The clinic took place at La Historia on two consecutive Saturdays. With the first day finally arriving, the students were nervous, feeling responsible for the event’s success. The task of consulting with community members on the care of their personal treasures felt daunting, but Passerotti explains that this is customary when working with community partners. “It’s pushing through that discomfort and finding a connection” that matters. “Working in a community museum, like La Historia, makes you pause and think, okay, what is useful to them? What information can I offer?” Sosa-Phal and Peña emphasized the need for the event to be accessible: “if you’re here to educate, educate in terms that are going to be easy for the community to understand.” The focus needed to be on using tools that many already had at their disposal, “not buying a $300 chemical to clean your jewelry.” Furthermore, students needed to demonstrate patience and understanding in their community interactions, which is a key to slowly building trust.

Figure 2. During Tu Historia, students suggested accessible ways to preserve cherished items. In the photo above, Rachel Moore demonstrates how to care for tarnished silver.
The start of the student presentations exemplified an integral aspect of building trust. Each brought in their own personal objects to present on, allowing community members to know the cohort and build trust between them. Sharing their own meaningful items helped establish common ground with attendees and emphasize the deeper emotional value of preservation. That vulnerability opens the door for connection, which is necessary when conservators treat or advise on treasured items deeply enmeshed with personal histories.

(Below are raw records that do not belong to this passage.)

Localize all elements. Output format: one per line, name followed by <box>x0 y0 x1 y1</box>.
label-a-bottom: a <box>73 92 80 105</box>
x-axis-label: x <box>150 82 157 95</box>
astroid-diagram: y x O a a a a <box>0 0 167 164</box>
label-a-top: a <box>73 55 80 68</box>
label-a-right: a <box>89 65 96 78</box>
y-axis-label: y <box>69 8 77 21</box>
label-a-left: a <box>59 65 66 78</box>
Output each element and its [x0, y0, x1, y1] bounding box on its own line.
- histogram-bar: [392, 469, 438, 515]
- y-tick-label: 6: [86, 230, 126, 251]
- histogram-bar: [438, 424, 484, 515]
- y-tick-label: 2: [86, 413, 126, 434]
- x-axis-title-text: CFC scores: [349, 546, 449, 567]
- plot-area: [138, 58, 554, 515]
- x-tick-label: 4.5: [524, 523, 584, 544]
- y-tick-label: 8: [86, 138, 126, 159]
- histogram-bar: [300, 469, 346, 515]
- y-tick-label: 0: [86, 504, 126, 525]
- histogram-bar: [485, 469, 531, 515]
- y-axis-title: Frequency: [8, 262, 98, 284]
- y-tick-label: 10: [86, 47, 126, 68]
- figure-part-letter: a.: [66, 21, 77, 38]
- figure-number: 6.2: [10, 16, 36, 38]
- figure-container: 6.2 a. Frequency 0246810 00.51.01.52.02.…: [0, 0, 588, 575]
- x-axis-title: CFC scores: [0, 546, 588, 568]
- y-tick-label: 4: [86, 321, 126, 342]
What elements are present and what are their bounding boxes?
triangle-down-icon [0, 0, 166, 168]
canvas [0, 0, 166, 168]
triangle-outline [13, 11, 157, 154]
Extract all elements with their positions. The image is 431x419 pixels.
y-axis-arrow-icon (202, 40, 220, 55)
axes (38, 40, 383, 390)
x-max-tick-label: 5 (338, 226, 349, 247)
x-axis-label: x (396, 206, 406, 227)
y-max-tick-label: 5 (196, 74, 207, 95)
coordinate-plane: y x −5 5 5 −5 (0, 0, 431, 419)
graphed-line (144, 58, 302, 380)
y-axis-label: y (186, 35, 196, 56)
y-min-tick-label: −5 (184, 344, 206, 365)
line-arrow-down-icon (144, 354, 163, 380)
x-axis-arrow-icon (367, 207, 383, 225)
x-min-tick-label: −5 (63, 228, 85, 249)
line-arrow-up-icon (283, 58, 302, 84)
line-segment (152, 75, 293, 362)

On the second day, during the consultation process, the students were expected to come to their consultation from an accessible perspective, ensuring that the average person could follow through with their recommendations. On this second day, the students and participants were able to build a relationship, and by the end, “there was a lot of laughter and it didn’t even look like a clinic. It looked like a couple of friends who got together,” explains Sosa-Phal. The connection left a lasting impression upon the students. Paige Hilman shares that “It was great to be able to bring conservation and preservation discussions outside of the museum and academic environment. I especially enjoyed getting to chat with the community members about what brought them to the event, their roles as family historians, and their relationship with El Monte and La Historia. While event planning has its challenges, these discussions with attendees made it all worth it. I hope to continue pursuing opportunities to bring conservation and community together.” Similarly, Fernanda Baxter emphasizes, “this experience has deeply influenced the way I approach community engagement and taught me the importance of shared ideas and collective action, where every voice is valued, and the needs of the community take precedence over individual agendas.”
When it comes to troubling inequities, conservators, university educators, and larger cultural institutions must not approach community work by “talking down to communities or putting yourself above them, but treating them as partners,” emphasizes Dani. Rosa Peña expands upon this idea, stating that emerging conservators must “be humble enough to listen to what the community has to say and respect the way they have preserved their stuff.” In Anya Dani’s own words, “conservation can be used to uplift communities, especially marginalized communities who have been told that their culture doesn’t matter.” The reality is that marginalized communities have been practicing preservation in their way, often because no one else would. This is a reflection of societal and academic systems’ problematic hierarchies that dictate what and whose culture deserves to be preserved or whose forms of preservation are legitimized. The result is communities becoming custodians of their histories, transforming homes into archives reflecting generations of proof of existence. Within these archives, even banal objects carry meaning through their connection to the community and past generations’ resilience.